As is evident already, Webb loves wordplay, and many of his poems are extended riffs on particular words, their sound and meaning. For instance: "Hospital" ("Hot spittle sizzling on pain's grill./Hopcycle: a gamboling bike. Hopsicle:/bouncy, tooth-chilling, bad for you.//Opposite of hope's fiddle...." ); "Watermelon" ("It's a green pearl the warm earth grows/around a perfect sugar grain. It's the striped egg//of the Delectosaurus, that escaped extinction/by hiding in trees till it was safe..." ); "Thirst" ("Thirst does her striptease when you are chained to the bed, whimpering, 'Please...'.//Hunger is a marathon, thirst is a sprint. On your mark, get set, die." ).

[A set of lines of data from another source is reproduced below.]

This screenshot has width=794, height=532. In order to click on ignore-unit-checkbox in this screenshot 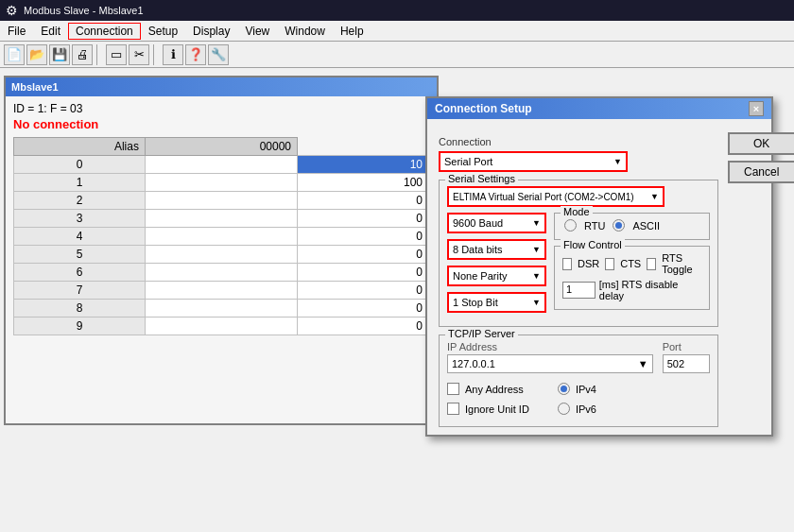, I will do `click(454, 408)`.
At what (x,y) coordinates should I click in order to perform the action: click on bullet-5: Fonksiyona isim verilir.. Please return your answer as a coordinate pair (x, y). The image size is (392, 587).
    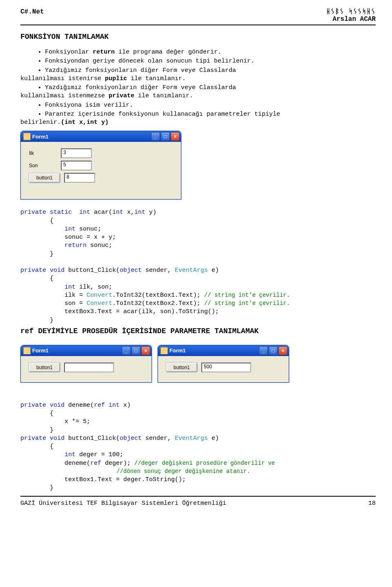
    Looking at the image, I should click on (210, 105).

Other targets of Webb's wit include television, always a potent source for ridicule. "He Bangs" takes aim at a contestant on American Idol (and also has an epigraph from the U.S. Marines). "Thank You, Carol White" parodies those ridiculous late-night commercials offering special discounts on cosmetic gizmos and gadgets. "Introspection After Fear Factor" profiles the familiar contestants on extreme reality shows and eases into a reflection on fear and how the "sensitive guy" (i.e., the rest of us) copes with the emotion.

There are also tender poems about his son whose sharp wit doesn't ridicule so much as empathize with the absurdities inherent in the innocence of childhood. We've already noted "Why Are People So Mean?" Others include "Invisible Alpaca," "Dairy Farm" (that place parents tell ther children dead pets have gone to), "My Son Dreams That a Shark Ate Me" (what kid hasn't been haunted by an image of his parent's death or abandonment?).

If you aren't already acquainted with Charles Harper Webb's poetry — fat chance; he seems to show up in practically every poetry journal out there, from Asheville Poetry Review to Zocalo Public Square — you get the idea that he's full of an exuberant whimsy, his brain on steroids, often wise, and nothing if not entertaining. Brain Camp certainly offers a welcome vacation for anybody looking to be intellectually amused by a guy with a gift for making fun of things.